The Shadow exhaled through the crowd—a soundless, collective shift. Kardoc arrived in a ripple of heat.
He came bareheaded, armor scorched with runes that glowed like banked coals. The fire in him was wrong; it ate the air, leaving a metallic taste on the tongue. His eyes were molten bright. He stripped down as well but left the runed collar at histhroat, a blasphemy and a boast—he wore the Shadow like a brand and dared it to burn him.
“Brother,” he said when he reached the floor. The word was a smile with knives inside it. “You’ve been playing at mercy in my absence.”
Rakhal flexed his fingers. The Shadow ran along his nerves like cold water over stone.Be still.“We end it here.”
“Oh, we end it,” Kardoc said softly. “One way or the other, we end it.”
They circled.
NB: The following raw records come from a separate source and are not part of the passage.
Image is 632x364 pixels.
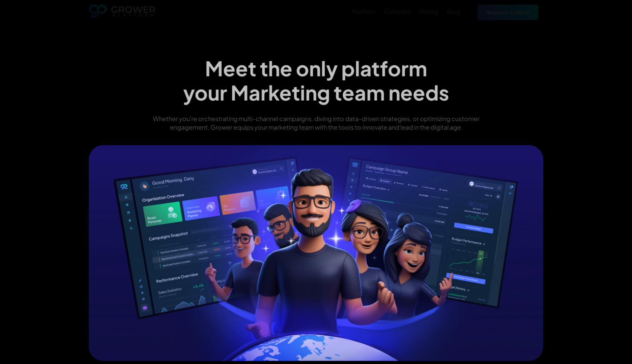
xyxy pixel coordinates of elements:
h1: Meet the only platform your Marketing team needs [183,56,449,104]
a: Request a demo [478,5,538,20]
div: Pricing [419,8,438,15]
a: Pricing [419,7,438,16]
p: Whether you're orchestrating multi-channel campaigns, diving into data-driven strategies, or opti... [138,114,494,132]
a: Platform [352,7,375,16]
a: Company [384,7,410,16]
div: Company [384,8,410,15]
a: Blog [447,7,460,16]
div: Platform [352,8,375,15]
div: Blog [447,8,460,15]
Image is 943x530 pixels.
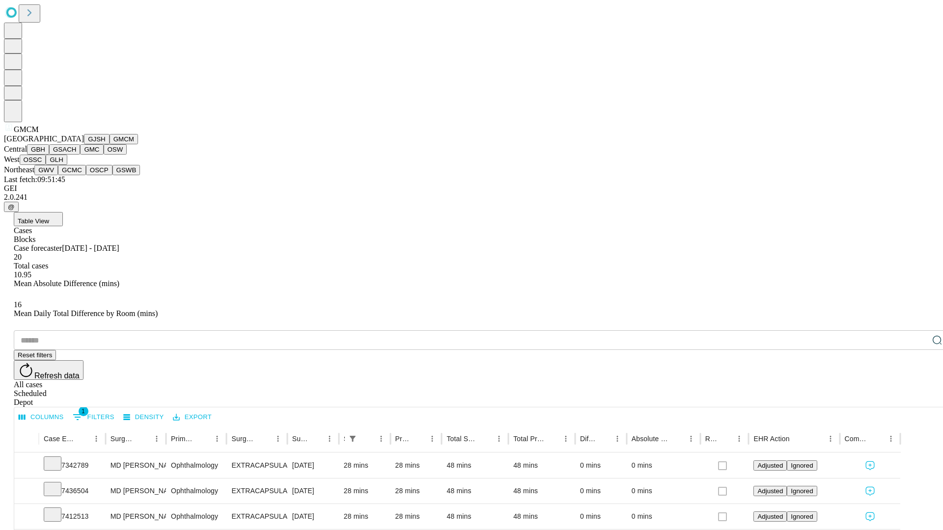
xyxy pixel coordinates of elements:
[70,409,117,425] button: Show filters
[171,453,221,478] div: Ophthalmology
[596,432,610,446] button: Sort
[446,479,503,504] div: 48 mins
[395,504,437,529] div: 28 mins
[14,212,63,226] button: Table View
[446,435,477,443] div: Total Scheduled Duration
[757,487,782,495] span: Adjusted
[86,165,112,175] button: OSCP
[104,144,127,155] button: OSW
[292,479,334,504] div: [DATE]
[231,435,256,443] div: Surgery Name
[14,270,31,279] span: 10.95
[411,432,425,446] button: Sort
[14,125,39,134] span: GMCM
[786,460,816,471] button: Ignored
[257,432,271,446] button: Sort
[136,432,150,446] button: Sort
[89,432,103,446] button: Menu
[545,432,559,446] button: Sort
[757,462,782,469] span: Adjusted
[344,453,385,478] div: 28 mins
[14,262,48,270] span: Total cases
[231,479,282,504] div: EXTRACAPSULAR CATARACT REMOVAL WITH [MEDICAL_DATA]
[14,244,62,252] span: Case forecaster
[4,165,34,174] span: Northeast
[110,479,161,504] div: MD [PERSON_NAME]
[231,453,282,478] div: EXTRACAPSULAR CATARACT REMOVAL WITH [MEDICAL_DATA]
[121,410,166,425] button: Density
[14,360,83,380] button: Refresh data
[884,432,897,446] button: Menu
[346,432,359,446] button: Show filters
[110,453,161,478] div: MD [PERSON_NAME]
[446,453,503,478] div: 48 mins
[344,479,385,504] div: 28 mins
[4,145,27,153] span: Central
[110,435,135,443] div: Surgeon Name
[171,435,195,443] div: Primary Service
[14,279,119,288] span: Mean Absolute Difference (mins)
[684,432,698,446] button: Menu
[425,432,439,446] button: Menu
[4,202,19,212] button: @
[271,432,285,446] button: Menu
[344,435,345,443] div: Scheduled In Room Duration
[44,453,101,478] div: 7342789
[27,144,49,155] button: GBH
[786,512,816,522] button: Ignored
[346,432,359,446] div: 1 active filter
[19,509,34,526] button: Expand
[753,460,786,471] button: Adjusted
[4,135,84,143] span: [GEOGRAPHIC_DATA]
[46,155,67,165] button: GLH
[513,504,570,529] div: 48 mins
[559,432,572,446] button: Menu
[150,432,163,446] button: Menu
[170,410,214,425] button: Export
[446,504,503,529] div: 48 mins
[610,432,624,446] button: Menu
[790,513,812,520] span: Ignored
[870,432,884,446] button: Sort
[112,165,140,175] button: GSWB
[210,432,224,446] button: Menu
[110,504,161,529] div: MD [PERSON_NAME]
[109,134,138,144] button: GMCM
[58,165,86,175] button: GCMC
[786,486,816,496] button: Ignored
[395,479,437,504] div: 28 mins
[718,432,732,446] button: Sort
[580,453,621,478] div: 0 mins
[171,504,221,529] div: Ophthalmology
[705,435,718,443] div: Resolved in EHR
[732,432,746,446] button: Menu
[631,435,669,443] div: Absolute Difference
[44,479,101,504] div: 7436504
[79,406,88,416] span: 1
[4,155,20,163] span: West
[790,462,812,469] span: Ignored
[8,203,15,211] span: @
[631,504,695,529] div: 0 mins
[18,217,49,225] span: Table View
[631,453,695,478] div: 0 mins
[76,432,89,446] button: Sort
[34,372,80,380] span: Refresh data
[44,435,75,443] div: Case Epic Id
[478,432,492,446] button: Sort
[231,504,282,529] div: EXTRACAPSULAR CATARACT REMOVAL WITH [MEDICAL_DATA]
[753,512,786,522] button: Adjusted
[292,504,334,529] div: [DATE]
[4,184,939,193] div: GEI
[580,479,621,504] div: 0 mins
[790,432,804,446] button: Sort
[19,483,34,500] button: Expand
[16,410,66,425] button: Select columns
[580,504,621,529] div: 0 mins
[84,134,109,144] button: GJSH
[292,453,334,478] div: [DATE]
[790,487,812,495] span: Ignored
[18,351,52,359] span: Reset filters
[670,432,684,446] button: Sort
[580,435,595,443] div: Difference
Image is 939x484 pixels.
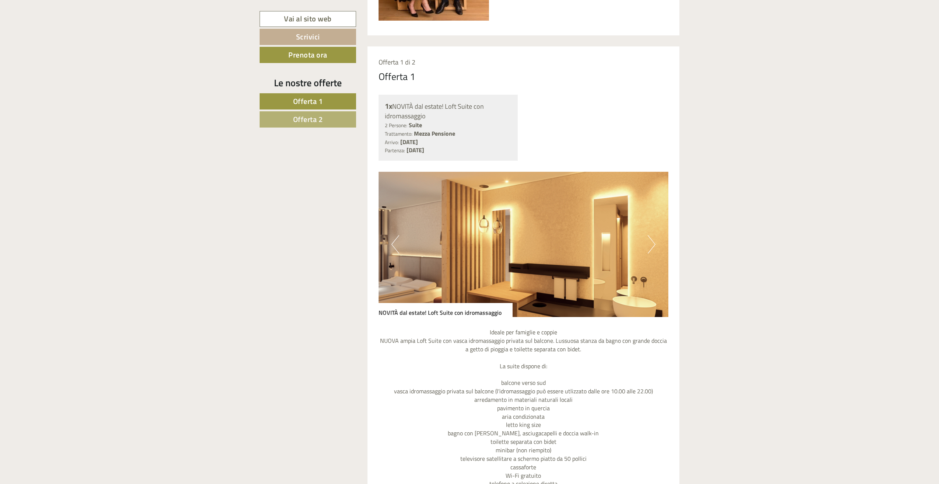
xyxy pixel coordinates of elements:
[260,29,356,45] a: Scrivici
[385,122,407,129] small: 2 Persone:
[385,130,412,137] small: Trattamento:
[379,303,513,317] div: NOVITÀ dal estate! Loft Suite con idromassaggio
[385,147,405,154] small: Partenza:
[379,57,415,67] span: Offerta 1 di 2
[379,172,669,317] img: image
[385,100,392,112] b: 1x
[260,47,356,63] a: Prenota ora
[414,129,455,138] b: Mezza Pensione
[407,145,424,154] b: [DATE]
[260,11,356,27] a: Vai al sito web
[409,120,422,129] b: Suite
[260,76,356,89] div: Le nostre offerte
[379,70,415,83] div: Offerta 1
[648,235,655,253] button: Next
[385,101,512,121] div: NOVITÀ dal estate! Loft Suite con idromassaggio
[293,95,323,107] span: Offerta 1
[385,138,399,146] small: Arrivo:
[391,235,399,253] button: Previous
[400,137,418,146] b: [DATE]
[293,113,323,125] span: Offerta 2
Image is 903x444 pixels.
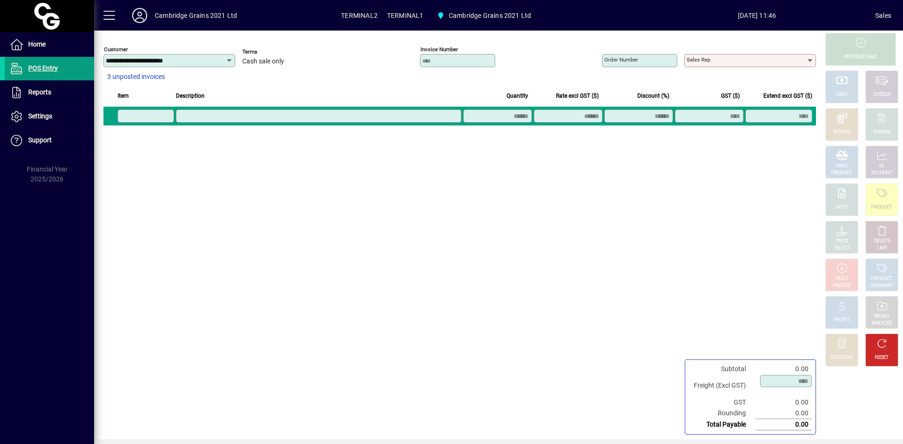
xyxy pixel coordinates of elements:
[556,91,598,101] span: Rate excl GST ($)
[689,419,755,431] td: Total Payable
[125,7,155,24] button: Profile
[637,91,669,101] span: Discount (%)
[830,354,853,362] div: DISCOUNT
[844,54,877,61] div: PROCESS SALE
[721,91,739,101] span: GST ($)
[28,112,52,120] span: Settings
[833,283,850,290] div: INVOICE
[420,46,458,53] mat-label: Invoice number
[874,354,889,362] div: RESET
[835,204,848,211] div: NOTE
[5,105,94,128] a: Settings
[155,8,237,23] div: Cambridge Grains 2021 Ltd
[28,136,52,144] span: Support
[873,129,891,136] div: CHARGE
[871,320,891,327] div: INVOICES
[341,8,378,23] span: TERMINAL2
[873,238,889,245] div: DELETE
[107,72,165,82] span: 3 unposted invoices
[875,8,891,23] div: Sales
[506,91,528,101] span: Quantity
[870,283,893,290] div: SUMMARY
[387,8,424,23] span: TERMINAL1
[834,245,850,252] div: SELECT
[433,7,535,24] span: Cambridge Grains 2021 Ltd
[5,33,94,56] a: Home
[689,408,755,419] td: Rounding
[835,275,848,283] div: HOLD
[873,313,890,320] div: RECALL
[118,91,129,101] span: Item
[103,69,169,86] button: 3 unposted invoices
[835,238,848,245] div: PRICE
[755,419,811,431] td: 0.00
[755,364,811,375] td: 0.00
[5,81,94,104] a: Reports
[5,129,94,152] a: Support
[871,204,892,211] div: PRODUCT
[638,8,875,23] span: [DATE] 11:46
[755,408,811,419] td: 0.00
[28,88,51,96] span: Reports
[835,91,848,98] div: CASH
[689,375,755,397] td: Freight (Excl GST)
[176,91,205,101] span: Description
[755,397,811,408] td: 0.00
[689,364,755,375] td: Subtotal
[689,397,755,408] td: GST
[686,56,710,63] mat-label: Sales rep
[28,40,46,48] span: Home
[763,91,812,101] span: Extend excl GST ($)
[879,163,885,170] div: GL
[871,170,892,177] div: ACCOUNT
[604,56,638,63] mat-label: Order number
[836,163,847,170] div: MISC
[831,170,852,177] div: PRODUCT
[877,245,886,252] div: LINE
[871,275,892,283] div: PRODUCT
[873,91,890,98] div: CHEQUE
[28,64,58,72] span: POS Entry
[833,129,850,136] div: EFTPOS
[448,8,531,23] span: Cambridge Grains 2021 Ltd
[242,49,299,55] span: Terms
[834,317,850,324] div: PROFIT
[104,46,128,53] mat-label: Customer
[242,58,284,65] span: Cash sale only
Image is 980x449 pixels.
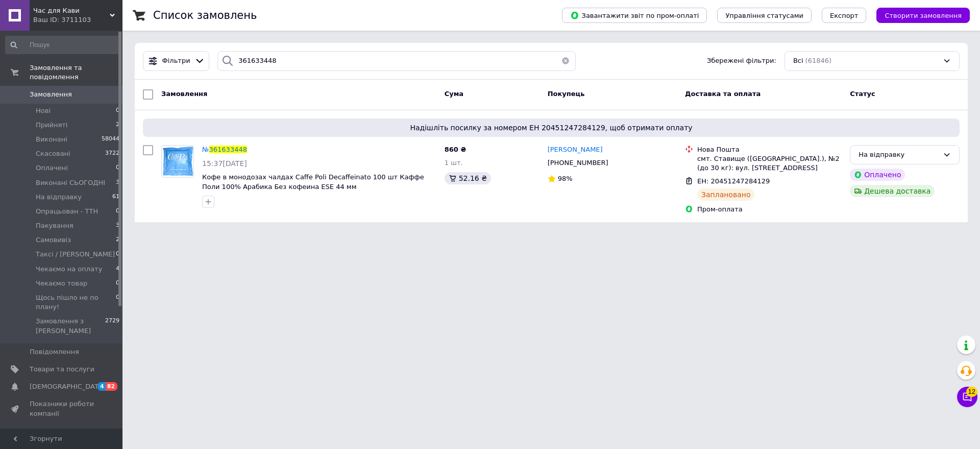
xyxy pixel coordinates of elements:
[29,63,123,81] span: Замовлення та повідомлення
[685,90,761,97] span: Доставка та оплата
[35,149,71,158] span: Скасовані
[698,177,770,185] span: ЕН: 20451247284129
[444,90,463,97] span: Cума
[35,179,105,188] span: Виконані СЬОГОДНІ
[116,221,120,231] span: 3
[35,106,50,115] span: Нові
[548,159,609,166] span: [PHONE_NUMBER]
[116,179,120,188] span: 3
[116,235,120,245] span: 2
[35,193,81,202] span: На відправку
[35,135,67,144] span: Виконані
[163,57,191,66] span: Фільтри
[105,149,120,158] span: 3722
[116,279,120,288] span: 0
[161,90,207,97] span: Замовлення
[717,8,812,23] button: Управління статусами
[29,426,94,444] span: Панель управління
[548,145,603,154] a: [PERSON_NAME]
[112,193,120,202] span: 61
[793,57,804,66] span: Всі
[822,8,867,23] button: Експорт
[548,145,603,153] span: [PERSON_NAME]
[558,175,573,182] span: 98%
[218,51,576,71] input: Пошук за номером замовлення, ПІБ покупця, номером телефону, Email, номером накладної
[116,249,120,259] span: 0
[444,145,467,153] span: 860 ₴
[35,316,105,335] span: Замовлення з [PERSON_NAME]
[105,382,118,391] span: 82
[147,123,956,133] span: Надішліть посилку за номером ЕН 20451247284129, щоб отримати оплату
[102,135,120,144] span: 58044
[35,163,68,173] span: Оплачені
[35,235,71,245] span: Самовивіз
[850,185,935,197] div: Дешева доставка
[202,145,247,153] a: №361633448
[161,145,194,178] a: Фото товару
[859,150,939,160] div: На відправку
[35,249,115,259] span: Таксі / [PERSON_NAME]
[153,9,257,21] h1: Список замовлень
[29,399,94,417] span: Показники роботи компанії
[116,163,120,173] span: 0
[562,8,707,23] button: Завантажити звіт по пром-оплаті
[35,221,74,231] span: Пакування
[850,169,905,181] div: Оплачено
[29,382,105,391] span: [DEMOGRAPHIC_DATA]
[698,188,756,200] div: Заплановано
[35,121,67,130] span: Прийняті
[570,11,699,20] span: Завантажити звіт по пром-оплаті
[885,12,962,20] span: Створити замовлення
[698,145,842,154] div: Нова Пошта
[555,51,576,71] button: Очистить
[29,347,79,356] span: Повідомлення
[105,316,120,335] span: 2729
[5,35,121,54] input: Пошук
[850,90,876,97] span: Статус
[202,173,424,191] a: Кофе в монодозах чалдах Caffe Poli Decaffeinato 100 шт Каффе Поли 100% Арабика Без кофеина ESE 44 мм
[29,365,94,374] span: Товари та послуги
[116,106,120,115] span: 0
[116,264,120,273] span: 4
[116,293,120,311] span: 0
[707,57,777,66] span: Збережені фільтри:
[35,207,98,216] span: Опрацьован - ТТН
[162,146,194,176] img: Фото товару
[830,12,859,20] span: Експорт
[698,154,842,173] div: смт. Ставище ([GEOGRAPHIC_DATA].), №2 (до 30 кг): вул. [STREET_ADDRESS]
[116,121,120,130] span: 2
[957,386,978,407] button: Чат з покупцем12
[209,145,247,153] span: 361633448
[444,172,491,185] div: 52.16 ₴
[806,57,832,64] span: (61846)
[877,8,970,23] button: Створити замовлення
[116,207,120,216] span: 0
[202,145,209,153] span: №
[444,159,463,166] span: 1 шт.
[698,205,842,214] div: Пром-оплата
[202,159,247,167] span: 15:37[DATE]
[33,15,123,25] div: Ваш ID: 3711103
[33,6,110,15] span: Час для Кави
[29,90,72,99] span: Замовлення
[35,293,116,311] span: Щось пішло не по плану!
[866,11,970,19] a: Створити замовлення
[725,12,804,20] span: Управління статусами
[97,382,105,391] span: 4
[35,264,102,273] span: Чекаємо на оплату
[548,90,585,97] span: Покупець
[35,279,87,288] span: Чекаємо товар
[966,386,978,396] span: 12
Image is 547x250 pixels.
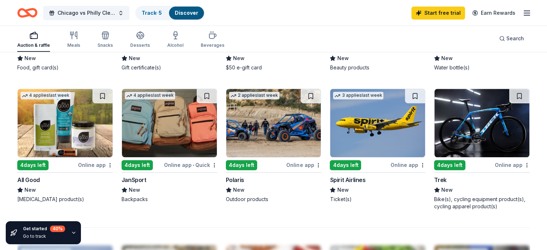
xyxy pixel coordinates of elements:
[122,89,217,157] img: Image for JanSport
[17,42,50,48] div: Auction & raffle
[468,6,520,19] a: Earn Rewards
[17,4,37,21] a: Home
[17,28,50,52] button: Auction & raffle
[233,186,245,194] span: New
[129,186,140,194] span: New
[125,92,175,99] div: 4 applies last week
[167,28,183,52] button: Alcohol
[337,54,349,63] span: New
[330,88,425,203] a: Image for Spirit Airlines3 applieslast week4days leftOnline appSpirit AirlinesNewTicket(s)
[97,42,113,48] div: Snacks
[434,176,446,184] div: Trek
[201,42,224,48] div: Beverages
[333,92,383,99] div: 3 applies last week
[67,42,80,48] div: Meals
[21,92,71,99] div: 4 applies last week
[434,196,530,210] div: Bike(s), cycling equipment product(s), cycling apparel product(s)
[411,6,465,19] a: Start free trial
[164,160,217,169] div: Online app Quick
[122,88,217,203] a: Image for JanSport4 applieslast week4days leftOnline app•QuickJanSportNewBackpacks
[122,196,217,203] div: Backpacks
[330,176,365,184] div: Spirit Airlines
[142,10,162,16] a: Track· 5
[337,186,349,194] span: New
[226,176,244,184] div: Polaris
[122,160,153,170] div: 4 days left
[24,54,36,63] span: New
[18,89,113,157] img: Image for All Good
[286,160,321,169] div: Online app
[434,89,529,157] img: Image for Trek
[226,160,257,170] div: 4 days left
[50,226,65,232] div: 40 %
[17,160,49,170] div: 4 days left
[330,196,425,203] div: Ticket(s)
[78,160,113,169] div: Online app
[226,89,321,157] img: Image for Polaris
[122,176,146,184] div: JanSport
[434,64,530,71] div: Water bottle(s)
[441,54,453,63] span: New
[23,226,65,232] div: Get started
[17,88,113,203] a: Image for All Good4 applieslast week4days leftOnline appAll GoodNew[MEDICAL_DATA] product(s)
[226,64,322,71] div: $50 e-gift card
[167,42,183,48] div: Alcohol
[391,160,425,169] div: Online app
[24,186,36,194] span: New
[135,6,205,20] button: Track· 5Discover
[97,28,113,52] button: Snacks
[229,92,279,99] div: 2 applies last week
[23,233,65,239] div: Go to track
[130,42,150,48] div: Desserts
[43,6,129,20] button: Chicago vs Philly Clean-Off
[330,64,425,71] div: Beauty products
[17,64,113,71] div: Food, gift card(s)
[434,88,530,210] a: Image for Trek 4days leftOnline appTrekNewBike(s), cycling equipment product(s), cycling apparel ...
[175,10,198,16] a: Discover
[441,186,453,194] span: New
[67,28,80,52] button: Meals
[17,196,113,203] div: [MEDICAL_DATA] product(s)
[58,9,115,17] span: Chicago vs Philly Clean-Off
[17,176,40,184] div: All Good
[129,54,140,63] span: New
[130,28,150,52] button: Desserts
[330,160,361,170] div: 4 days left
[506,34,524,43] span: Search
[330,89,425,157] img: Image for Spirit Airlines
[493,31,530,46] button: Search
[226,196,322,203] div: Outdoor products
[233,54,245,63] span: New
[201,28,224,52] button: Beverages
[434,160,465,170] div: 4 days left
[122,64,217,71] div: Gift certificate(s)
[226,88,322,203] a: Image for Polaris2 applieslast week4days leftOnline appPolarisNewOutdoor products
[193,162,194,168] span: •
[495,160,530,169] div: Online app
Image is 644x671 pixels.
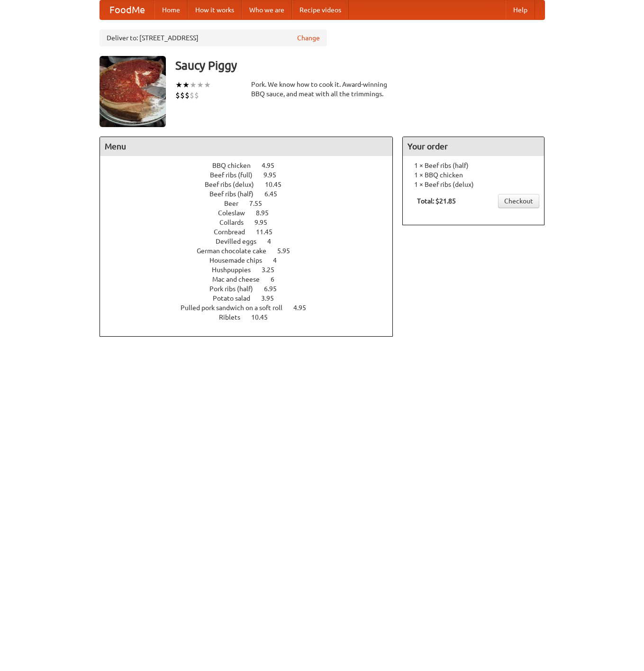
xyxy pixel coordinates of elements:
[213,294,260,302] span: Potato salad
[176,56,545,75] h3: Saucy Piggy
[176,80,182,90] li: ★
[196,247,307,255] a: German chocolate cake 5.95
[273,256,286,264] span: 4
[255,219,277,226] span: 9.95
[188,1,241,20] a: How it works
[205,180,264,189] span: Beef ribs (delux)
[205,180,299,189] a: Beef ribs (delux) 10.45
[155,1,188,20] a: Home
[180,90,185,101] li: $
[506,1,535,20] a: Help
[180,304,292,312] span: Pulled pork sandwich on a soft roll
[262,266,284,273] span: 3.25
[224,200,280,207] a: Beer 7.55
[195,90,199,101] li: $
[261,294,283,302] span: 3.95
[180,304,323,312] a: Pulled pork sandwich on a soft roll 4.95
[264,171,286,179] span: 9.95
[407,170,539,180] li: 1 × BBQ chicken
[210,171,262,179] span: Beef ribs (full)
[182,80,189,90] li: ★
[176,90,180,101] li: $
[294,304,316,312] span: 4.95
[216,238,289,245] a: Devilled eggs 4
[277,247,300,255] span: 5.95
[407,180,539,189] li: 1 × Beef ribs (delux)
[210,256,294,264] a: Housemade chips 4
[265,180,291,189] span: 10.45
[100,137,393,156] h4: Menu
[251,80,394,98] div: Pork. We know how to cook it. Award-winning BBQ sauce, and meat with all the trimmings.
[213,276,292,283] a: Mac and cheese 6
[219,313,285,321] a: Riblets 10.45
[219,313,250,321] span: Riblets
[251,313,277,321] span: 10.45
[297,33,320,43] a: Change
[185,90,189,101] li: $
[417,197,456,205] b: Total: $21.85
[264,285,286,292] span: 6.95
[210,285,294,292] a: Pork ribs (half) 6.95
[213,162,292,170] a: BBQ chicken 4.95
[99,56,166,127] img: angular.jpg
[264,190,287,198] span: 6.45
[210,171,294,179] a: Beef ribs (full) 9.95
[267,238,280,245] span: 4
[204,80,211,90] li: ★
[213,294,291,302] a: Potato salad 3.95
[403,137,544,156] h4: Your order
[213,228,290,235] a: Cornbread 11.45
[256,209,279,216] span: 8.95
[189,80,196,90] li: ★
[210,256,272,264] span: Housemade chips
[100,1,155,20] a: FoodMe
[210,190,295,198] a: Beef ribs (half) 6.45
[189,90,195,101] li: $
[210,285,263,292] span: Pork ribs (half)
[498,194,539,208] a: Checkout
[212,266,260,273] span: Hushpuppies
[271,276,284,283] span: 6
[216,238,266,245] span: Devilled eggs
[210,190,263,198] span: Beef ribs (half)
[407,161,539,170] li: 1 × Beef ribs (half)
[212,266,292,273] a: Hushpuppies 3.25
[213,228,255,235] span: Cornbread
[218,209,255,216] span: Coleslaw
[213,162,260,170] span: BBQ chicken
[213,276,270,283] span: Mac and cheese
[196,80,204,90] li: ★
[196,247,276,255] span: German chocolate cake
[218,209,286,216] a: Coleslaw 8.95
[256,228,282,235] span: 11.45
[219,219,285,226] a: Collards 9.95
[99,29,327,46] div: Deliver to: [STREET_ADDRESS]
[262,162,284,170] span: 4.95
[292,1,349,20] a: Recipe videos
[249,200,272,207] span: 7.55
[224,200,247,207] span: Beer
[219,219,253,226] span: Collards
[241,1,292,20] a: Who we are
The Pit drank sound. Torches guttered, the smoke-laden light pulling long knives out of their shadows. Rakhal felt the ground through the balls of his feet, felt the slow pulse of something that had once been worshipped, or had demanded worship, and was now content to witness and to devour what was given.
Kardoc moved first, as he always had: a strike like a thrown torch. His fist cut across the space between them, trailing cinders, and Rakhal stepped inside it, catching the elbow, twisting, letting Kardoc’s momentum spend itself in the turn. Kardoc flowed with the counter, brought a knee up, and Rakhal took it half on his hip, half on his ribs, teeth clicking with the shock. The Shadow leapt in Kardoc’s wake like sparks carried on the wind; Rakhal felt heat kiss his skin and hiss away as the cold in him quenched it.